Today I completed 30 minutes and broke the magic 7,500 meter mark, an indication that I can keep my splits under 2:00 for a sustained piece, which in turn is an indication that I’m getting back in shape.
Rowing is all about the numbers. I divide the stroke into a four-beat count of: catch, drive, finish, recovery and the Concept2 PM3 monitor tells me the rest: strokes per minute (I am most comfortable at a 24 rate, racers sprint at 34-36 spm), heart rate (my resting rate is 70, I need to calculate my basal, or waking rate, but while rowing I usually hang in the 150-165 bpm range with a finishing sprint in the 175 bpm range), watts, calories per hours, meters elapsed, meters to go, projected finish time, etc. etc. etc.
In short, rowing is for number geeks. This is not a pleasant experience of watching the river bank slide by. Eyes in the boat, upright carriage, chin lifted to keep an open airway, and total focus on the balance of the boat. Well, on the erg it’s worse. Sit up right, try not to flail, don’t let your head roll around in agony, and ignore the sappy James Taylor song that comes on the iPod during the ultimate sprint.
My targets now are around weight loss, that means long pieces — like 10,000 to 15,000 meter sessions over 40 to 60 minutes — at a low rate, low effort, keeping my heart rate down in the 120 range. This is the definition of tedium. No challenge. No competition. Just grinding along letting my metabolism cook off fat cells. Hence I have graduated from the acclimation rows of 5000-6000 meters (20-24 minutes) to a half-hour, and after a couple weeks of consistently finishing the 30 minute piece (my favorite training distance and conditioning maintainer) I’ll graduate to the 10K.
So, getting there. Still too embarrassed to disclose my gross tonnage.
Sidenote: I received word from my agent that an actual royalty check for the Book of Rowing is on its way. Amazing that is still in print.
You link to the PAPERBACK?
Egads
All true fans will own the hardcover:
http://www.amazon.com/Book-Rowing-David-C-Churbuck/dp/087951292X/ref=sr_oe_1_1/102-9615388-0118556?ie=UTF8&s=books&qid=1175295287&sr=1-1
Mine is, sigh, unsigned. No bon mot or witticism inscribed in sharpie on the first page. No personal greeting in that left-handed doctor’s scrawl…
“My dearest Fester,
I give you the printed manuscript of this book of old sorrow,
written in sweat and blood. A sadly inappropriate book, it would seem, for an exercise celebrating happiness. But you will understand. I mean it as a tribute to your catch and finish that enabled me to face my erg at last and finish this race.
My Best, DCC”
Dude, you have better handwriting than me. Find a sharpie and go to town.
There are significant studies showing that weight loss is easier to achieve through anaerobic activity and subsequent rest, like sprinting or weight lifting, etc.
Try doing v1:00/r1:00 or doing 500 or 800m pieces as fast as you can, resting 1.5x as long as it takes you to finish, and doing it again until you’re spent.
This increases your resting metabolic rate and you burn up more calories even when you’re not exercising.
Cardio workouts like the aerobic 30 min. to 10k workouts you mention are long, don’t hurt as much, and burn calories only while you’re working out. Anaerobic activities can keep you burning calories 12-14 hours after your workout. However, both types of exercise are extremely important to our health. I implore you to research anaerobic exercise for weight loss.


All of the entries should be restated word for word, but without their pictures.

RECORDS FOR PROCESSING:
★ ★ ★ ★ ★ ★ ★
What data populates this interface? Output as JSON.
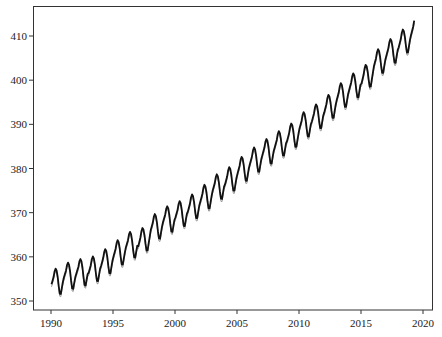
{
  "chart_data": {
    "type": "line",
    "title": "",
    "xlabel": "",
    "ylabel": "",
    "xlim": [
      1988.5,
      2020.7
    ],
    "ylim": [
      348.0,
      416.8
    ],
    "grid": false,
    "legend": null,
    "x_ticks": [
      1990,
      1995,
      2000,
      2005,
      2010,
      2015,
      2020
    ],
    "y_ticks": [
      350,
      360,
      370,
      380,
      390,
      400,
      410
    ],
    "annual_means": {
      "years": [
        1990,
        1991,
        1992,
        1993,
        1994,
        1995,
        1996,
        1997,
        1998,
        1999,
        2000,
        2001,
        2002,
        2003,
        2004,
        2005,
        2006,
        2007,
        2008,
        2009,
        2010,
        2011,
        2012,
        2013,
        2014,
        2015,
        2016,
        2017,
        2018,
        2019
      ],
      "values": [
        354.4,
        355.7,
        356.5,
        357.2,
        358.9,
        360.9,
        362.7,
        363.8,
        366.8,
        368.5,
        369.7,
        371.3,
        373.5,
        375.8,
        377.5,
        379.8,
        381.9,
        383.8,
        385.6,
        387.4,
        389.9,
        391.7,
        393.9,
        396.5,
        398.7,
        400.8,
        404.2,
        406.5,
        408.7,
        411.4
      ]
    },
    "seasonal_cycle_offsets": [
      0.0,
      0.7,
      1.4,
      2.6,
      3.1,
      2.5,
      1.0,
      -1.2,
      -3.0,
      -3.2,
      -1.9,
      -0.7
    ],
    "series": [
      {
        "name": "observed",
        "color": "#111111",
        "width": 1.8,
        "x_start": 1990.0,
        "x_end": 2019.33,
        "step": 0.0833,
        "offset": 0.0
      },
      {
        "name": "fitted",
        "color": "#9a9a9a",
        "width": 1.0,
        "x_start": 1990.0,
        "x_end": 2019.33,
        "step": 0.0833,
        "offset": -0.6
      }
    ]
  },
  "axes": {
    "frame": {
      "left": 33,
      "top": 6,
      "right": 433,
      "bottom": 310
    },
    "x_tick_px": {
      "1990": 51,
      "2020": 423
    },
    "y_tick_px": {
      "350": 301,
      "410": 36
    }
  }
}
★ ★ ★ ★ ★ ★ ★
RESULT OF THIS EXERCISE:
What data populates this interface? Output as JSON.
{
  "chart_data": {
    "type": "line",
    "title": "",
    "xlabel": "",
    "ylabel": "",
    "xlim": [
      1988.5,
      2020.7
    ],
    "ylim": [
      348.0,
      416.8
    ],
    "grid": false,
    "legend": null,
    "x_ticks": [
      1990,
      1995,
      2000,
      2005,
      2010,
      2015,
      2020
    ],
    "y_ticks": [
      350,
      360,
      370,
      380,
      390,
      400,
      410
    ],
    "annual_means": {
      "years": [
        1990,
        1991,
        1992,
        1993,
        1994,
        1995,
        1996,
        1997,
        1998,
        1999,
        2000,
        2001,
        2002,
        2003,
        2004,
        2005,
        2006,
        2007,
        2008,
        2009,
        2010,
        2011,
        2012,
        2013,
        2014,
        2015,
        2016,
        2017,
        2018,
        2019
      ],
      "values": [
        354.4,
        355.7,
        356.5,
        357.2,
        358.9,
        360.9,
        362.7,
        363.8,
        366.8,
        368.5,
        369.7,
        371.3,
        373.5,
        375.8,
        377.5,
        379.8,
        381.9,
        383.8,
        385.6,
        387.4,
        389.9,
        391.7,
        393.9,
        396.5,
        398.7,
        400.8,
        404.2,
        406.5,
        408.7,
        411.4
      ]
    },
    "seasonal_cycle_offsets": [
      0.0,
      0.7,
      1.4,
      2.6,
      3.1,
      2.5,
      1.0,
      -1.2,
      -3.0,
      -3.2,
      -1.9,
      -0.7
    ],
    "series": [
      {
        "name": "observed",
        "color": "#111111",
        "width": 1.8,
        "x_start": 1990.0,
        "x_end": 2019.33,
        "step": 0.0833,
        "offset": 0.0
      },
      {
        "name": "fitted",
        "color": "#9a9a9a",
        "width": 1.0,
        "x_start": 1990.0,
        "x_end": 2019.33,
        "step": 0.0833,
        "offset": -0.6
      }
    ]
  },
  "axes": {
    "frame": {
      "left": 33,
      "top": 6,
      "right": 433,
      "bottom": 310
    },
    "x_tick_px": {
      "1990": 51,
      "2020": 423
    },
    "y_tick_px": {
      "350": 301,
      "410": 36
    }
  }
}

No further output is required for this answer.